Gold News

LBMA Silver Price 'Enhanced' After January's 4% 'Miss'

3 proposals added to circuit breaker for silver price benchmark...
 
The LBMA Silver Price is being "enhanced" by its independent administrators after late January saw the new process set a global benchmark more than 4% beneath live spot-market quotes at a sudden 7-year low.
 
Launched in August 2014 after a request from trade body the London Bullion Market Association, this new system – administered by US financial exchange the CME Group and data distributors Thomson Reuters – beat 6 other proposals to replace the informal, bank-run Silver Fix process used daily since 1897.
 
Having held "two extraordinary meetings" in the week after that Silver Price benchmarking on Thursday 28 January – and enabling a "circuit breaker" the very next day to suspend auctions which "threaten...the integrity" of the benchmark or its participants – the Oversight Committee will now review the CME and Reuters' three proposals, alongside an open consultation with market users as well as UK regulator the FCA, with a view to adoption on 16 May.
Chart of LBMA Silver Price in US cents per ounce
2014's search for a new process was forced by the exit of Deutsche Bank from the old fixings amid accusations of manipulation and collusion. That left just 2 participating dealers in silver's century-old benchmark, further denting perceptions of its reliability.
 
The new system – now a formally regulated benchmark under UK law, together with gold, crude oil and various interest rates – continues the Fixing's core method of gathering together buy and sell orders from across the market, and then seeking the one single price which matches the most business.
 
This process, called "tâtonnement" (literally "fumbling" in French), sees the suggested price moved higher or lower – with orders then re-submitted – until supply and demand come into balance.
 
"People are too scared to change their orders in the middle of the process so it got stuck," one banker said in the wake of the 28 January auction.
 
"In the old days, banks would step in and take positions in order to balance the process. No-one dares do that anymore, as then they have to answer to [the] compliance [department]."
 
To enhance the reliability of the Silver Price benchmark, the admininstrators propose widening the imbalance allowed at each auction – currently set at 300,000 ounces – if the CME feels it necessary. That imbalance will also be bought or sold equally between the participant market makers, now numbering 6 after China Construction Bank joined Canada's Toronto Dominion Bank and the London-based bullion-bank divisions of HSBC, J.P.Morgan, Scotia Bank and UBS earlier this month.
 
Thirdly, each auction round will go "blind", so that participants can only see the total volume of buy and sell orders after a suggested price succeeds or fails in balancing the market, rather than seeing those totals change as new orders come in or are cancelled by other participants.
 
"There is no limit to the number of auction rounds that can be taken to determine the rate," notes Thomson Reuters on its information page. The auction on 28 January took 29 rounds.
 
The LBMA Silver Price opens at 12 noon London time, with participants entering orders in response to a price suggested by the administrators based on live spot quotes.
 
That round closes after 30 seconds, the balance between total buy and sell orders is compared, and the suggested price is then either set as the benchmark, or raised if demand exceeds supply, or vice versa, in a new 30-second round. 
 
The same underlying process of "trial and error" has been used to find gold's benchmark price since at least 1907. The formerly informal Fixing process provided by a small group of banks was replaced in March 2015 by an independent platform, this time administered by financial trading exchange providers ICE – a competitor of the CME Group – with each round "blind" to participants until it is complete.
 
Although a fraud investigation continues, the US Department of Justice last month closed an "anti-trust" probe of 3 banks for possible collusion and thus manipulation of precious metals prices, thought to include the London benchmarks.
 
German regulator BaFin – quoted by Bloomberg the day before Deutsche Bank quit the gold and silver Fixings in January 2014 as saying that "metals [and] currency rigging [were] worse than Libor" – closed its separate investigation last January having found "no sign" of collusion or manipulation.
 
"Despite lackluster trade," says Japanese news-group the Nikkei's Business Review, reporting on what it calls  an "Asian slump" in gold trading, China's Shanghai Gold Exchange "will launch its own gold price benchmark in April...aimed at drawing attention away from London, the current price-setter for gold [and] other markets."

Adrian Ash

Adrian Ash, BullionVault Gold News

Adrian Ash is director of research at BullionVault, the world-leading physical gold, silver, platinum and palladium market for private investors online. Formerly head of editorial at London's top publisher of private-investment advice, he was City correspondent for The Daily Reckoning from 2003 to 2008, and he has now been researching and writing daily analysis of precious metals and the wider financial markets for over 20 years. A frequent guest on BBC radio and television, Adrian is regularly quoted by the Financial Times, MarketWatch and many other respected news outlets, and his views from inside the bullion market have been sought by the Economist magazine, CNBC, Bloomberg, Germany's Handelsblatt and FAZ, plus Italy's Il Sole 24 Ore.

See the full archive of Adrian Ash articles on GoldNews.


#### To do:
Could the records below be restated word for word, without a single picture?

★ ★ ★ ★ ★ ★ ★

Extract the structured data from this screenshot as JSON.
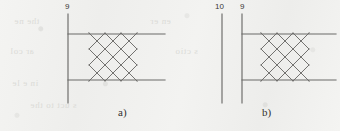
{
  "figure": {
    "background_color": "#f2f2f0",
    "line_color": "#6b6a68",
    "text_color": "#33312f",
    "ghost_text": [
      "the ne",
      "en er",
      "ar col",
      "s ctio",
      "in e le",
      "s uct to the"
    ],
    "panels": [
      {
        "id": "a",
        "caption": "a)",
        "caption_x": 118,
        "caption_y": 108,
        "leaders": [
          {
            "label": "9",
            "label_x": 65,
            "label_y": 3,
            "line_x": 68,
            "line_y1": 14,
            "line_y2": 103
          }
        ],
        "plates": [
          {
            "name": "upper-plate-line",
            "x1": 68,
            "y1": 34,
            "x2": 165,
            "y2": 34
          },
          {
            "name": "lower-plate-line",
            "x1": 68,
            "y1": 80,
            "x2": 165,
            "y2": 80
          }
        ],
        "lattice": {
          "name": "diamond-lattice",
          "center_x": 113,
          "center_y": 57,
          "half_diagonal": 24,
          "divisions": 3
        }
      },
      {
        "id": "b",
        "caption": "b)",
        "caption_x": 262,
        "caption_y": 108,
        "leaders": [
          {
            "label": "10",
            "label_x": 216,
            "label_y": 3,
            "line_x": 222,
            "line_y1": 14,
            "line_y2": 103
          },
          {
            "label": "9",
            "label_x": 240,
            "label_y": 3,
            "line_x": 242,
            "line_y1": 14,
            "line_y2": 103
          }
        ],
        "plates": [
          {
            "name": "upper-plate-line",
            "x1": 242,
            "y1": 34,
            "x2": 336,
            "y2": 34
          },
          {
            "name": "lower-plate-line",
            "x1": 242,
            "y1": 80,
            "x2": 336,
            "y2": 80
          }
        ],
        "lattice": {
          "name": "diamond-lattice",
          "center_x": 285,
          "center_y": 57,
          "half_diagonal": 24,
          "divisions": 3
        }
      }
    ]
  }
}
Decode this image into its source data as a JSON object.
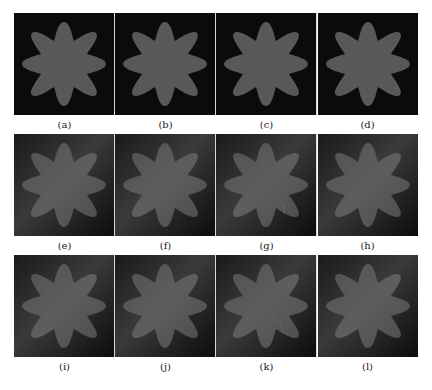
{
  "figure": {
    "rows": [
      {
        "style": "uniform",
        "panels": [
          {
            "label": "(a)",
            "variant": "uniform"
          },
          {
            "label": "(b)",
            "variant": "uniform"
          },
          {
            "label": "(c)",
            "variant": "uniform"
          },
          {
            "label": "(d)",
            "variant": "uniform"
          }
        ]
      },
      {
        "style": "inhomogeneous",
        "panels": [
          {
            "label": "(e)",
            "variant": "gradient"
          },
          {
            "label": "(f)",
            "variant": "gradient"
          },
          {
            "label": "(g)",
            "variant": "gradient"
          },
          {
            "label": "(h)",
            "variant": "gradient"
          }
        ]
      },
      {
        "style": "inhomogeneous",
        "panels": [
          {
            "label": "(i)",
            "variant": "gradient"
          },
          {
            "label": "(j)",
            "variant": "gradient"
          },
          {
            "label": "(k)",
            "variant": "gradient"
          },
          {
            "label": "(l)",
            "variant": "gradient"
          }
        ]
      }
    ],
    "shape": "eight-pointed-star",
    "colors": {
      "background_dark": "#0b0b0b",
      "star_fill": "#585858",
      "gradient_light": "#3a3a3a",
      "caption_text": "#222222"
    }
  }
}
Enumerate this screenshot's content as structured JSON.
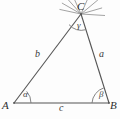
{
  "figure": {
    "kind": "geometry-diagram",
    "background_color": "#fdfdfd",
    "stroke_color": "#555555",
    "vertices": [
      {
        "id": "A",
        "label": "A",
        "x": 14,
        "y": 103
      },
      {
        "id": "B",
        "label": "B",
        "x": 109,
        "y": 103
      },
      {
        "id": "C",
        "label": "C",
        "x": 81,
        "y": 14
      }
    ],
    "sides": [
      {
        "id": "a",
        "label": "a",
        "from": "B",
        "to": "C",
        "label_x": 99,
        "label_y": 49
      },
      {
        "id": "b",
        "label": "b",
        "from": "A",
        "to": "C",
        "label_x": 35,
        "label_y": 49
      },
      {
        "id": "c",
        "label": "c",
        "from": "A",
        "to": "B",
        "label_x": 59,
        "label_y": 103
      }
    ],
    "angles": [
      {
        "id": "alpha",
        "label": "α",
        "at_vertex": "A",
        "arc_radius": 17,
        "label_x": 23,
        "label_y": 90
      },
      {
        "id": "beta",
        "label": "β",
        "at_vertex": "B",
        "arc_radius": 17,
        "label_x": 99,
        "label_y": 90
      },
      {
        "id": "gamma",
        "label": "γ",
        "at_vertex": "C",
        "arc_radius": 16,
        "label_x": 77,
        "label_y": 21
      }
    ],
    "rays_at_C": {
      "name": "radiating-rays",
      "count": 7,
      "origin_x": 81,
      "origin_y": 14,
      "length": 22,
      "angles_deg": [
        168,
        150,
        132,
        114,
        66,
        40,
        16
      ]
    }
  }
}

★ ★ ★ ★ ★ ★ ★

#### Answer:
Extract the structured data from this screenshot as JSON.
{
  "figure": {
    "background_color": "#f2f2f0",
    "line_color": "#6b6a68",
    "text_color": "#33312f",
    "ghost_text": [
      "the ne",
      "en er",
      "ar col",
      "s ctio",
      "in e le",
      "s uct to the"
    ],
    "panels": [
      {
        "id": "a",
        "caption": "a)",
        "caption_x": 118,
        "caption_y": 108,
        "leaders": [
          {
            "label": "9",
            "label_x": 65,
            "label_y": 3,
            "line_x": 68,
            "line_y1": 14,
            "line_y2": 103
          }
        ],
        "plates": [
          {
            "name": "upper-plate-line",
            "x1": 68,
            "y1": 34,
            "x2": 165,
            "y2": 34
          },
          {
            "name": "lower-plate-line",
            "x1": 68,
            "y1": 80,
            "x2": 165,
            "y2": 80
          }
        ],
        "lattice": {
          "name": "diamond-lattice",
          "center_x": 113,
          "center_y": 57,
          "half_diagonal": 24,
          "divisions": 3
        }
      },
      {
        "id": "b",
        "caption": "b)",
        "caption_x": 262,
        "caption_y": 108,
        "leaders": [
          {
            "label": "10",
            "label_x": 216,
            "label_y": 3,
            "line_x": 222,
            "line_y1": 14,
            "line_y2": 103
          },
          {
            "label": "9",
            "label_x": 240,
            "label_y": 3,
            "line_x": 242,
            "line_y1": 14,
            "line_y2": 103
          }
        ],
        "plates": [
          {
            "name": "upper-plate-line",
            "x1": 242,
            "y1": 34,
            "x2": 336,
            "y2": 34
          },
          {
            "name": "lower-plate-line",
            "x1": 242,
            "y1": 80,
            "x2": 336,
            "y2": 80
          }
        ],
        "lattice": {
          "name": "diamond-lattice",
          "center_x": 285,
          "center_y": 57,
          "half_diagonal": 24,
          "divisions": 3
        }
      }
    ]
  }
}
Decode this image into its source data as a JSON object.
{
  "figure": {
    "rows": [
      {
        "style": "uniform",
        "panels": [
          {
            "label": "(a)",
            "variant": "uniform"
          },
          {
            "label": "(b)",
            "variant": "uniform"
          },
          {
            "label": "(c)",
            "variant": "uniform"
          },
          {
            "label": "(d)",
            "variant": "uniform"
          }
        ]
      },
      {
        "style": "inhomogeneous",
        "panels": [
          {
            "label": "(e)",
            "variant": "gradient"
          },
          {
            "label": "(f)",
            "variant": "gradient"
          },
          {
            "label": "(g)",
            "variant": "gradient"
          },
          {
            "label": "(h)",
            "variant": "gradient"
          }
        ]
      },
      {
        "style": "inhomogeneous",
        "panels": [
          {
            "label": "(i)",
            "variant": "gradient"
          },
          {
            "label": "(j)",
            "variant": "gradient"
          },
          {
            "label": "(k)",
            "variant": "gradient"
          },
          {
            "label": "(l)",
            "variant": "gradient"
          }
        ]
      }
    ],
    "shape": "eight-pointed-star",
    "colors": {
      "background_dark": "#0b0b0b",
      "star_fill": "#585858",
      "gradient_light": "#3a3a3a",
      "caption_text": "#222222"
    }
  }
}
Enumerate this screenshot's content as structured JSON.
{
  "figure": {
    "kind": "geometry-diagram",
    "background_color": "#fdfdfd",
    "stroke_color": "#555555",
    "vertices": [
      {
        "id": "A",
        "label": "A",
        "x": 14,
        "y": 103
      },
      {
        "id": "B",
        "label": "B",
        "x": 109,
        "y": 103
      },
      {
        "id": "C",
        "label": "C",
        "x": 81,
        "y": 14
      }
    ],
    "sides": [
      {
        "id": "a",
        "label": "a",
        "from": "B",
        "to": "C",
        "label_x": 99,
        "label_y": 49
      },
      {
        "id": "b",
        "label": "b",
        "from": "A",
        "to": "C",
        "label_x": 35,
        "label_y": 49
      },
      {
        "id": "c",
        "label": "c",
        "from": "A",
        "to": "B",
        "label_x": 59,
        "label_y": 103
      }
    ],
    "angles": [
      {
        "id": "alpha",
        "label": "α",
        "at_vertex": "A",
        "arc_radius": 17,
        "label_x": 23,
        "label_y": 90
      },
      {
        "id": "beta",
        "label": "β",
        "at_vertex": "B",
        "arc_radius": 17,
        "label_x": 99,
        "label_y": 90
      },
      {
        "id": "gamma",
        "label": "γ",
        "at_vertex": "C",
        "arc_radius": 16,
        "label_x": 77,
        "label_y": 21
      }
    ],
    "rays_at_C": {
      "name": "radiating-rays",
      "count": 7,
      "origin_x": 81,
      "origin_y": 14,
      "length": 22,
      "angles_deg": [
        168,
        150,
        132,
        114,
        66,
        40,
        16
      ]
    }
  }
}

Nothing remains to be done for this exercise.